What has so upset the balance between the seen and unseen worlds? Have we not sacrificed enough?

But no understanding came, either in waking hours or in dreams, and the word
sacrifice
sounded ceaselessly in her mind, disguised in the rustle of pine boughs, in the desolate calls of nightjars as they wheeled through the sunless sky.

CHAPTER XXIII

A
S SUMMER PASSED INTO FALL, THE
Romans continued to advance unopposed. There was no sign of the fabled battle-chiefs of whom they had heard tales, or their white-robed sorcerers, or the ghostly witch Aurinia. Domitian began to worry that his intelligence officers—perhaps in a misguided effort to please him—had sorely exaggerated the battle-readiness of the enemy. Where was the spirited resistance he expected? Once or twice they found and destroyed a foraging party, but all in all he was slaughtering far too few of the enemy. The new forts the legions were constructing would not be so effective if the natives were not badly crippled at the same time. And once the war was won, the pitiful number of enemy casualties could prove acutely embarrassing. Great wars needed hordes of captives and multitudes of dead, or the rabble would mock him and scribble derisive couplets on the walls when he rode into the city in triumph.

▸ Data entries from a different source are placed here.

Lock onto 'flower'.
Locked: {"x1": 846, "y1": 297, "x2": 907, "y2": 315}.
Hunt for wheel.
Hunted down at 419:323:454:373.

Nightly as he dined, his military staff listened to his litany of sorrows. “Has some enemy of mine infiltrated their camp and drugged their mead to make a fool of me? Tell me—anyone—how do we draw the wretches out?”

Once Marcus Julianus responded with— “Perhaps they are confused. For long you condemned them for warring on us. Now you condemn them for
not
warring on us. Give them some time to sort it out.”

The Kalends of September came and passed. The one sign of the enemy’s distress was the forest’s massive silence—festival times came and passed, and no bonfires bloomed on the gray-green hills.

There began a small stream of desertions from the legions, not an unusual thing ordinarily, but remarkable in this war because it stemmed not from fear of the enemy but from spirit-terror. The occasional deserter who was caught was subjected to the
fustuarium
—a
punishment in which the culprit was cudgeled to death by men of his own century. But he would first be questioned closely by the Tribunes, for Domitian was eager to know what inspired such faithlessness. And more often than not the deserter would claim to have seen unearthly lights moving through deserted woodland glades, or to have heard the forest floor crackling with the furtive steps of the walking dead raised up for revenge by the Chattian sorceresses. A soldier of the Fourteenth reported that a headless man approached him at dusk—and the head, which the spirit carried under its arm, bore the features of the Fourteenth’s commander. Another man said he had bent to drink in a pool at dusk, only to see the sweetly demonic face of the witch Aurinia looking at him, blood trickling from her lips.

When next Domitian summoned Marcus Julianus to dine with him alone in the commander’s quarters, news had come by imperial post that Junius Tertullus, the Senator who had secretly appealed to Julianus for help, had died by his own hand. Officially it was claimed Tertullus had been caught with the text of a speech hidden in his clothes; he meant to denounce Domitian before the Senate within the hour. Domitian had sent a letter to Rome, demanding that the Senate try him for treason. When it was read in the Curia, Tertullus opened his veins.